The Hacker News reports that Amazon Web Services credentials and publicly-exposed environment variables are being targeted by several malicious Python packages including hkg-sol-utils, loglib-modules, pygrata, pygrata-utils, and pyg-modules.
AWS credentials, environment variables, and network interface details harvested by the backdoored "loglib-modules" and "pygrata-utils" packages are then exported to "hxxp://graph.pygrata[.]com:8000/upload," a remote endpoint, said Sonatype security researcher Ax Sharma. However, the threat actor and motives behind the Python package modifications remain uncertain.
"Were the stolen credentials being intentionally exposed on the web or a consequence of poor OPSEC practices? Should this be some kind of legitimate security testing, there surely isn't much information at this time to rule out the suspicious nature of this activity," Sharma noted.
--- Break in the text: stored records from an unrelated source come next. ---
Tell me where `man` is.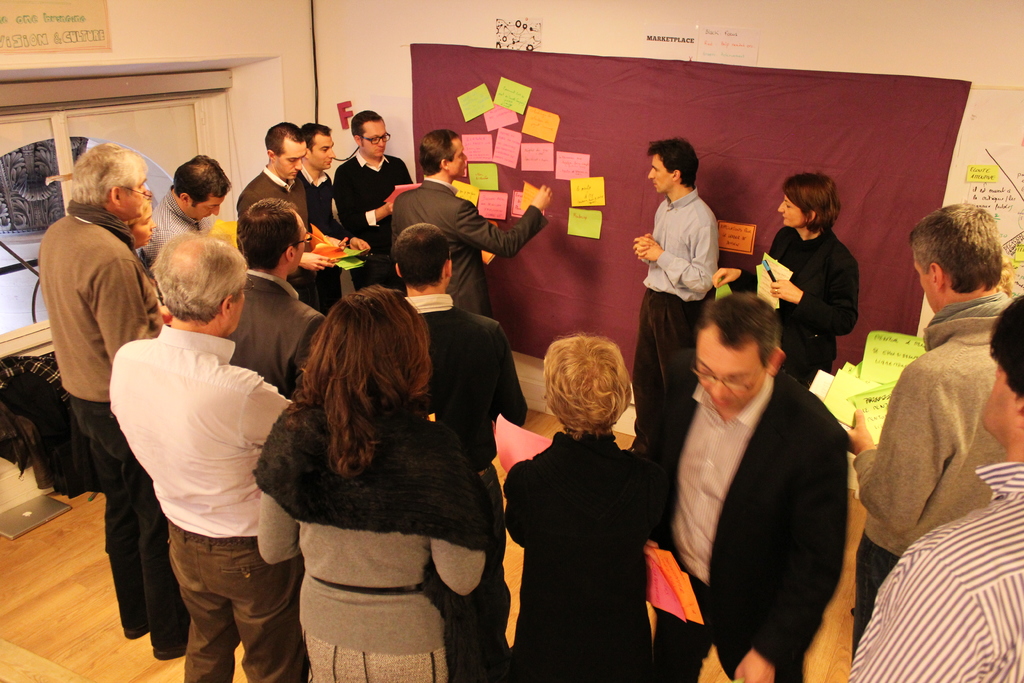
`man` is at {"x1": 634, "y1": 140, "x2": 718, "y2": 464}.
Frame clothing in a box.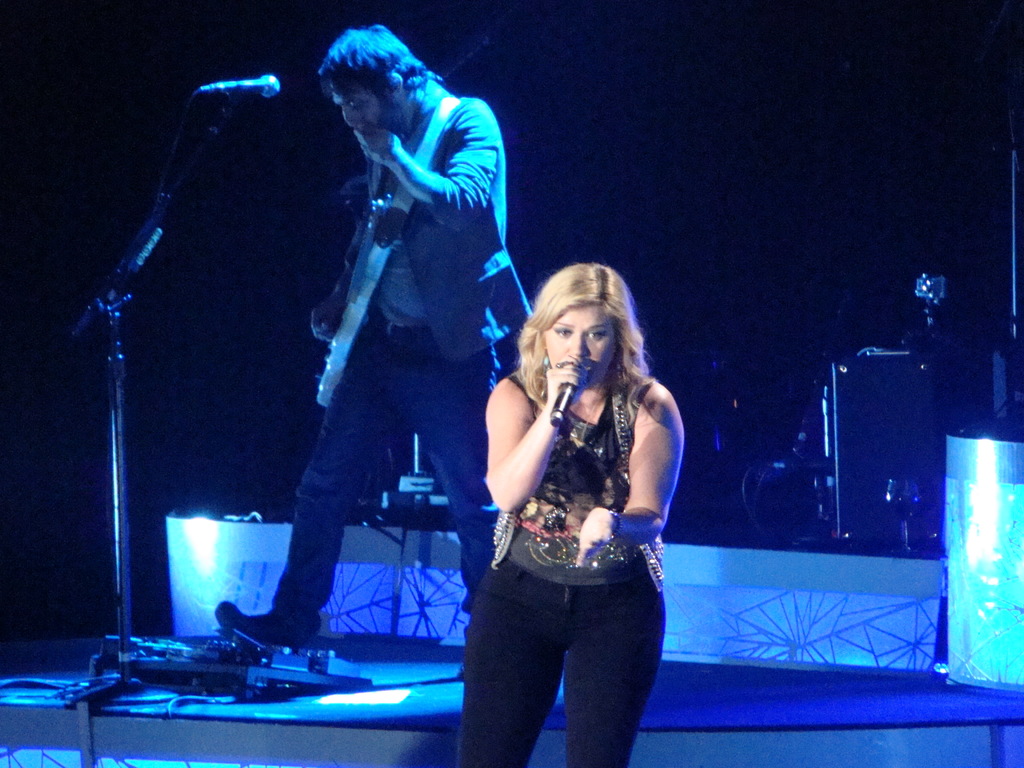
Rect(252, 86, 529, 626).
Similar intrusions on open source repositories have been admitted by security researcher Yunus Aydin and German penetration testing firm Code White.
Code White noted that malicious packages uploaded to the NPM registry meant to simulate dependency confusion attacks.
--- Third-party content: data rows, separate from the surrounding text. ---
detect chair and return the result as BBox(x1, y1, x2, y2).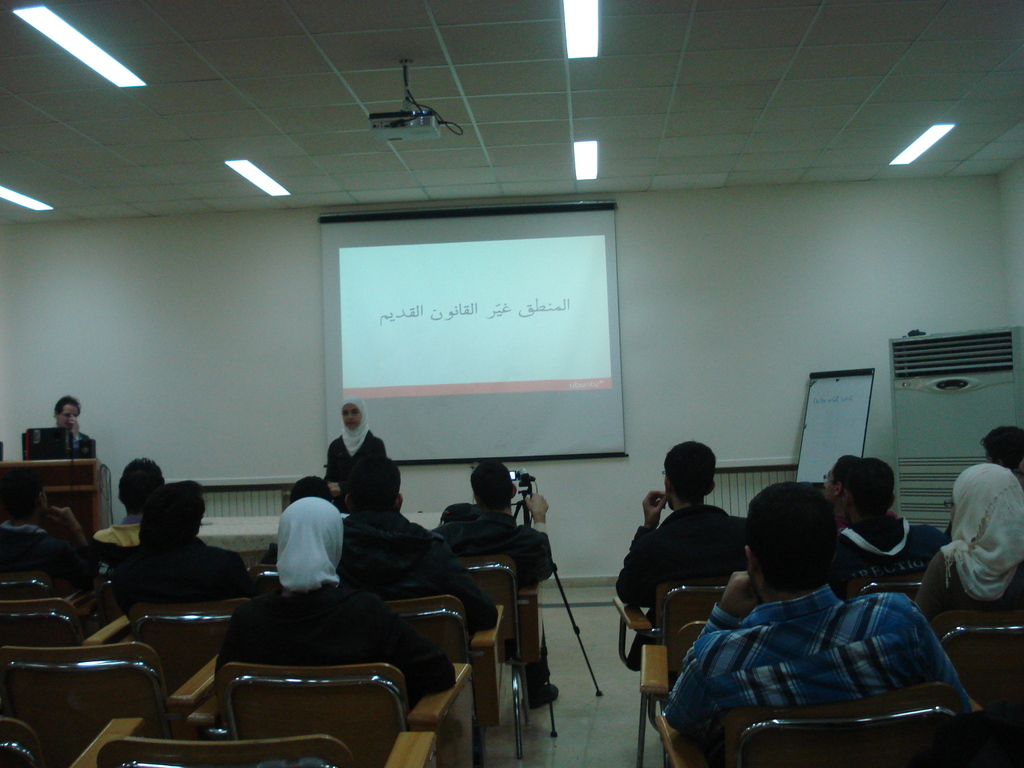
BBox(378, 595, 504, 767).
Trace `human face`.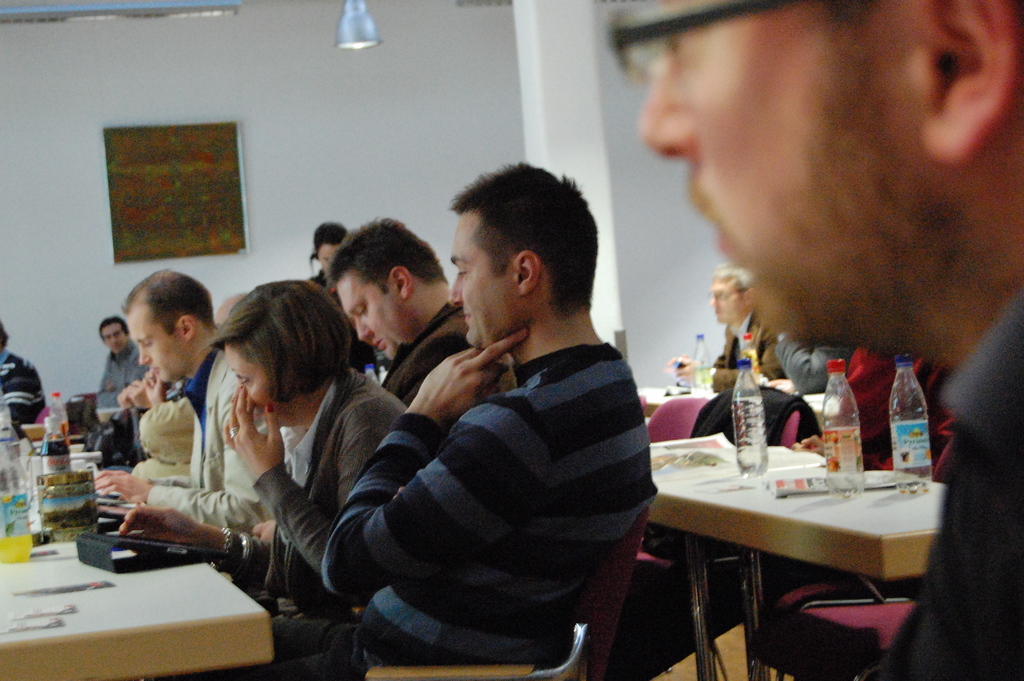
Traced to 126, 306, 186, 386.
Ahead of its imminent approval, the Biden administration's proposed executive order mandating U.S. cloud infrastructure-as-a-service providers to strengthen the verification of their users' identities has received industry opposition due to the increased financial and logistical burdens that would arise from such a rule, according to The Record, a news site by cybersecurity firm Recorded Future.
U.S. independent record label Empire Distribution, which has worked with Kendrick Lamar, Snoop Dogg, and 50 Cent, had its sensitive data exposed as a result of an environment file misconfiguration, Cybernews reports.